Maternal allergy-preventive diet index, offspring infant diet diversity, and childhood allergic diseases

Type Article

Journal Article

Authors

Venter C, Pickett-Nairne K, Leung D, Fleischer D, O'Mahony L, Glueck DH, Dabelea D.

Year of publication

2025

Publication/Journal

Allergy

Volume

79

Issue

12

Pages

3475-3488

Abstract

Background: Studies of childhood diet diversity and allergic disease have not examined additional associations with an offspring allergy-linked maternal diet index during pregnancy. We studied both associations in a pre-birth cohort. Methods: Offspring allergic disease diagnoses were obtained from electronic medical records. Maternal and infant diet were self-reported. Adjusted parametric Weibull time-to-event models assessed associations between maternal diet index, infant diet diversity and time to development of allergic rhinitis, atopic dermatitis, asthma, wheeze, IgE-mediated food allergy, and a combined outcome of any allergic disease except for wheeze. Results: Infant diet diversity at 1 year was associated with the risk of the combined outcome between 1 and 4 years of age (p = .002). While both maternal diet index and infant diet diversity at 1 year were associated with the risk of the combined outcome between 1 and 4 years of age (both p < .05), infant diet diversity at 1 year did not modify the association between maternal diet index and the risk of the combined outcome between 1 and 4 years of age (p = .5). The group with the lowest risk of the combined allergy outcome had higher maternal diet index and higher infant diet diversity. Conclusions: The novel finding that both maternal diet index during pregnancy and infant diet diversity at 12 months are associated with the risk of a combined allergic disease outcome points to two targets for preventive interventions: maternal diet index scores during pregnancy and offspring diet diversity during infancy.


• Prompt: Every line from the line containing "Return person detection" through the end of the data is to be reproduced exactly, excluding pictures.

Saved data entries:
= = = = = = =

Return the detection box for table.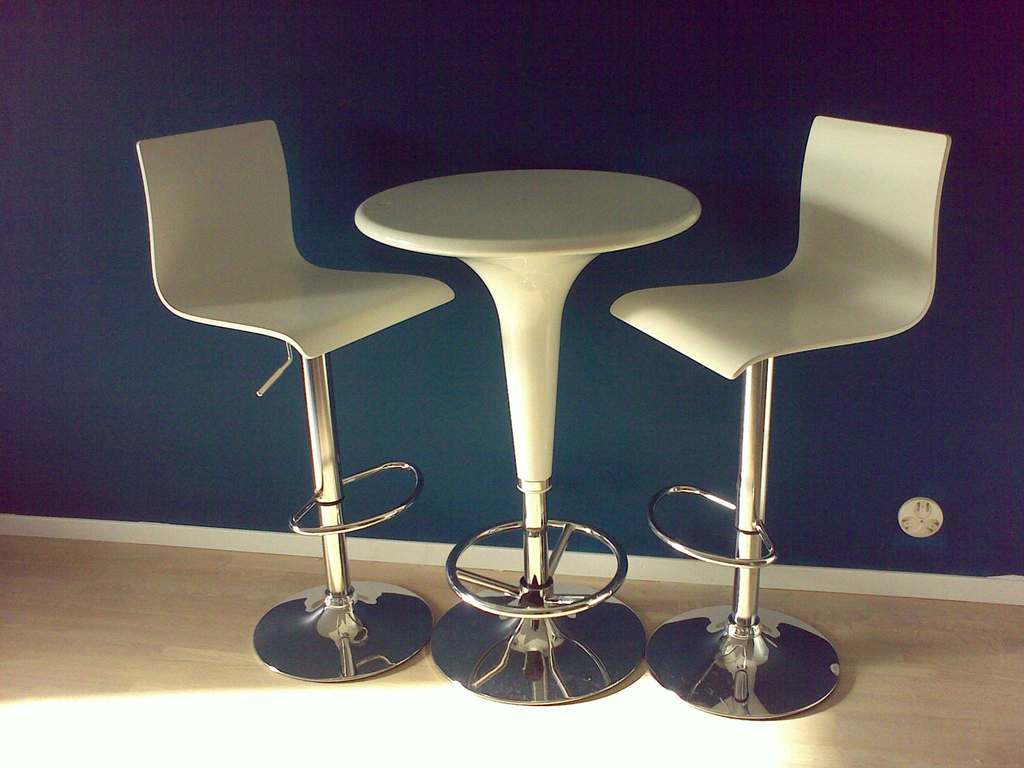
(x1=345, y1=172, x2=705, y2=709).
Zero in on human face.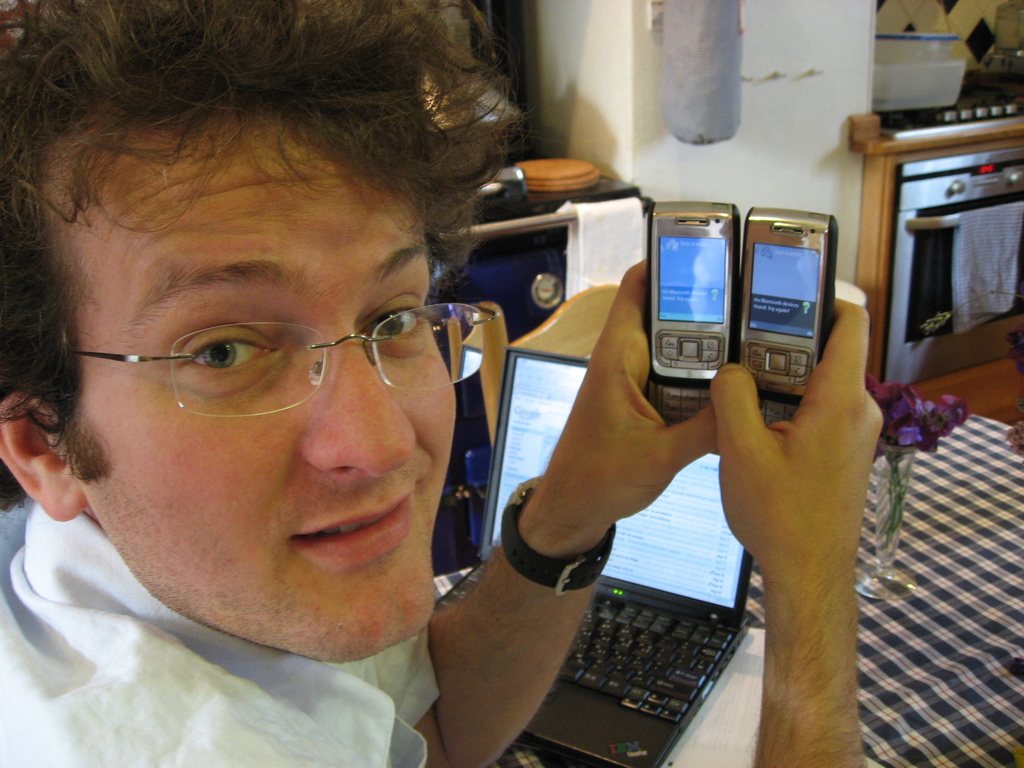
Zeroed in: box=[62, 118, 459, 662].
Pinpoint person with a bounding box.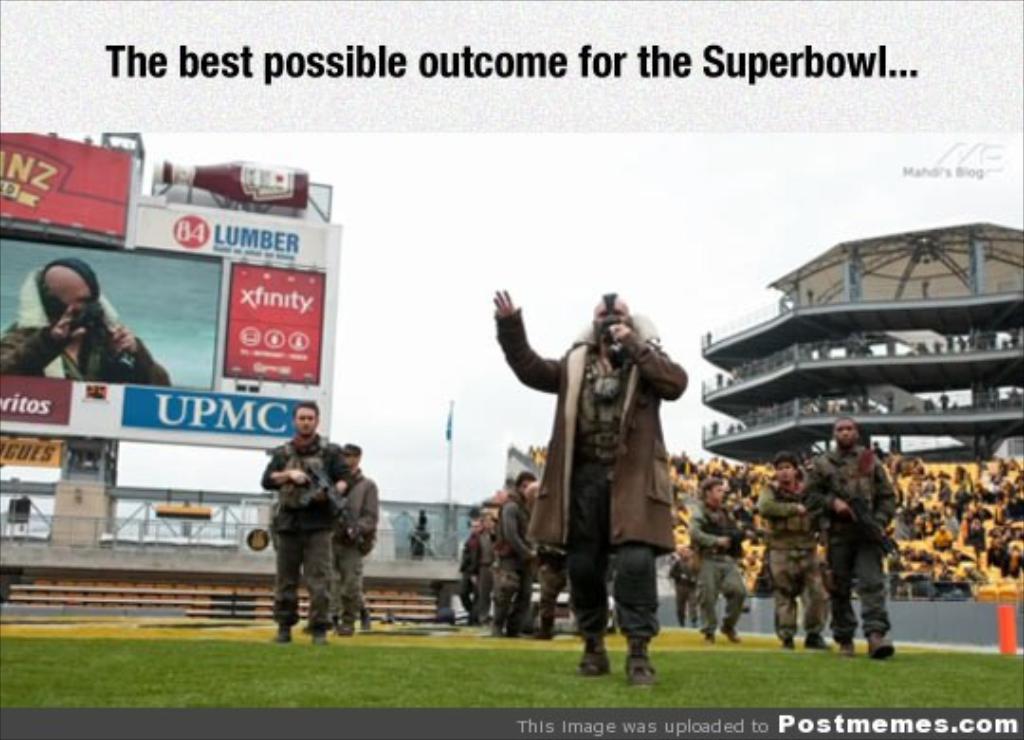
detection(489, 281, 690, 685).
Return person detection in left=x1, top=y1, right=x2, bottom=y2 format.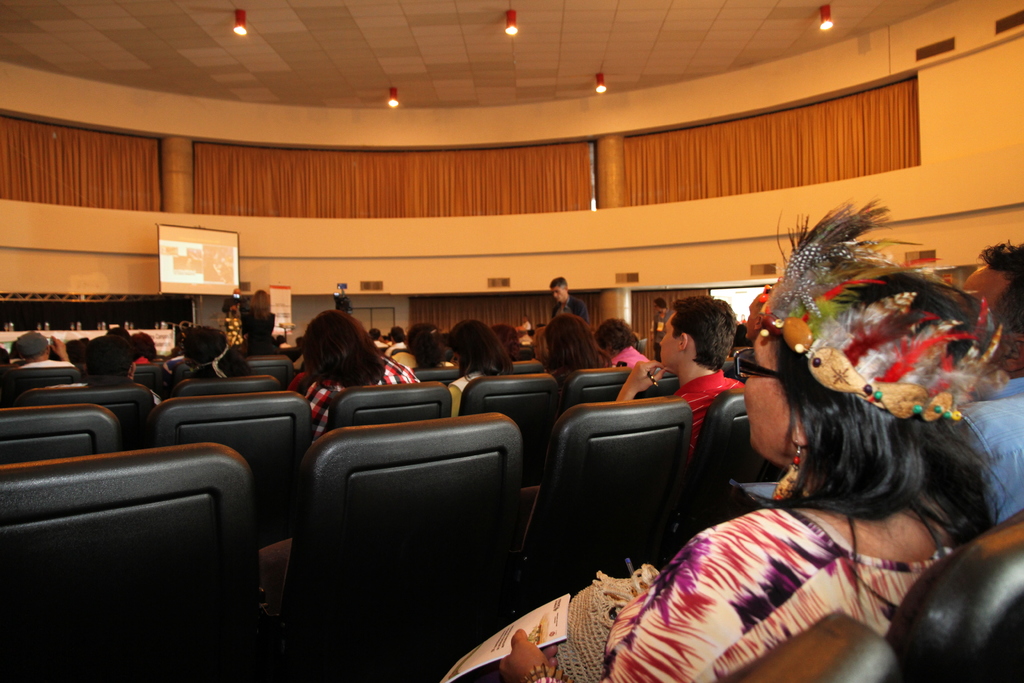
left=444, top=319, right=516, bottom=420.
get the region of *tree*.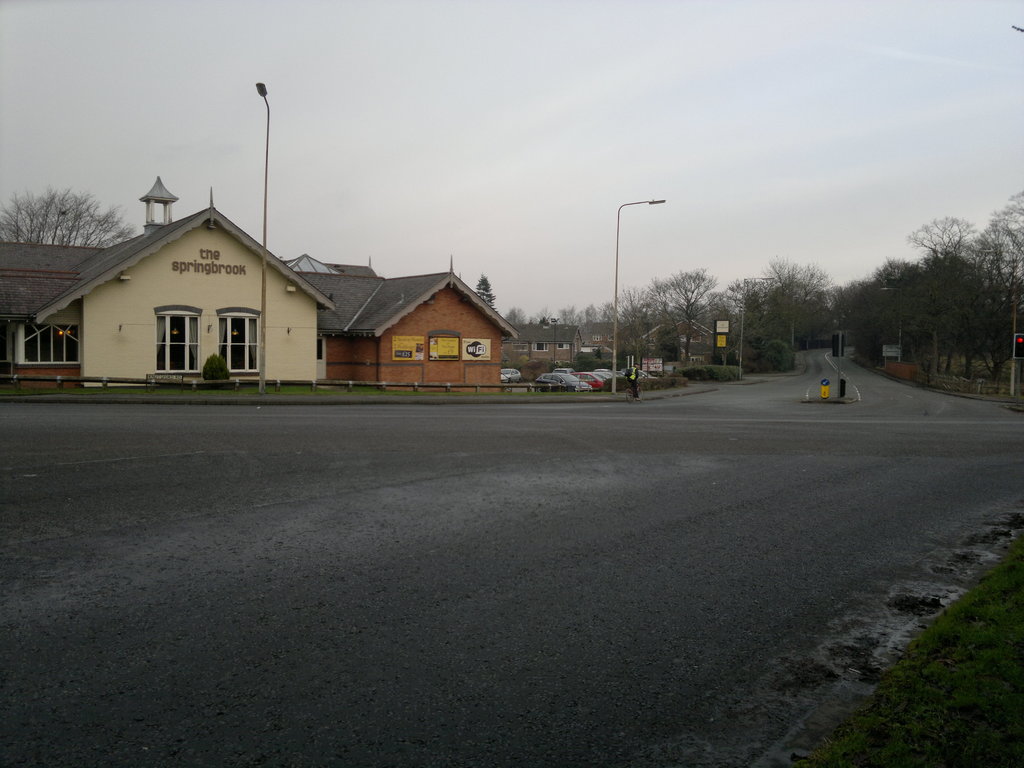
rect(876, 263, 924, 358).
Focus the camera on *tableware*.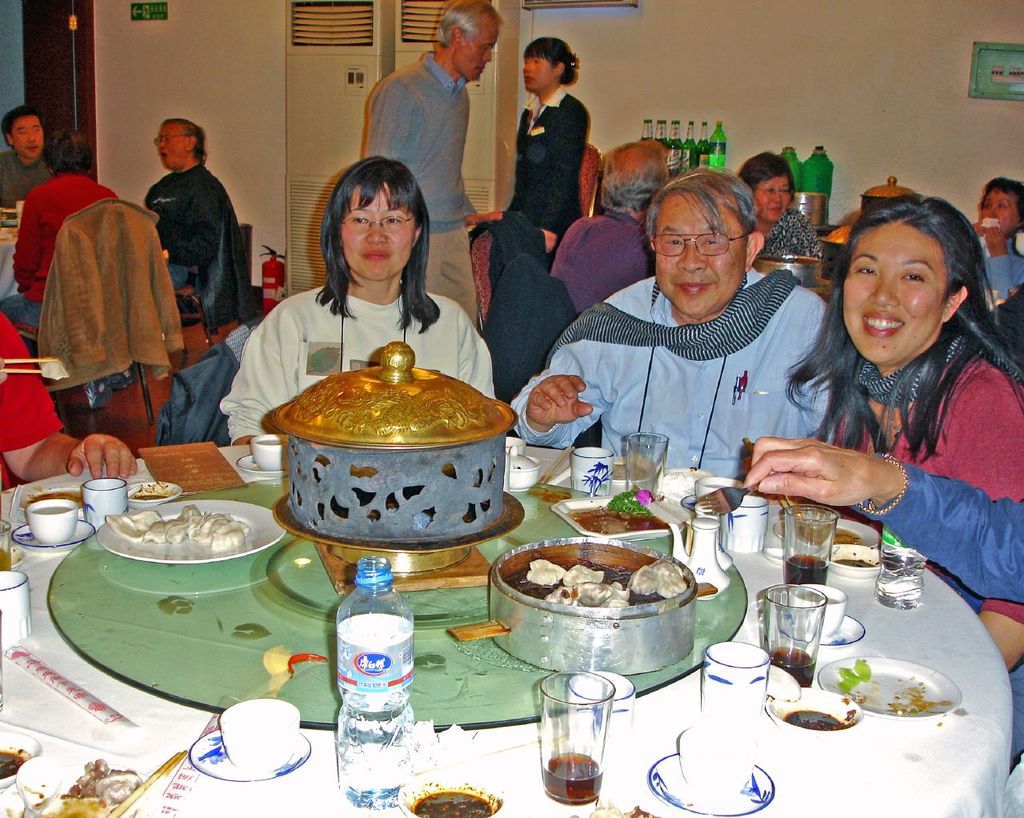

= = = = = = =

• Written reply:
Return person detection in left=x1, top=y1, right=x2, bottom=y2 format.
left=444, top=319, right=516, bottom=420.
get the region of *tree*.
rect(876, 263, 924, 358).
Focus the camera on *tableware*.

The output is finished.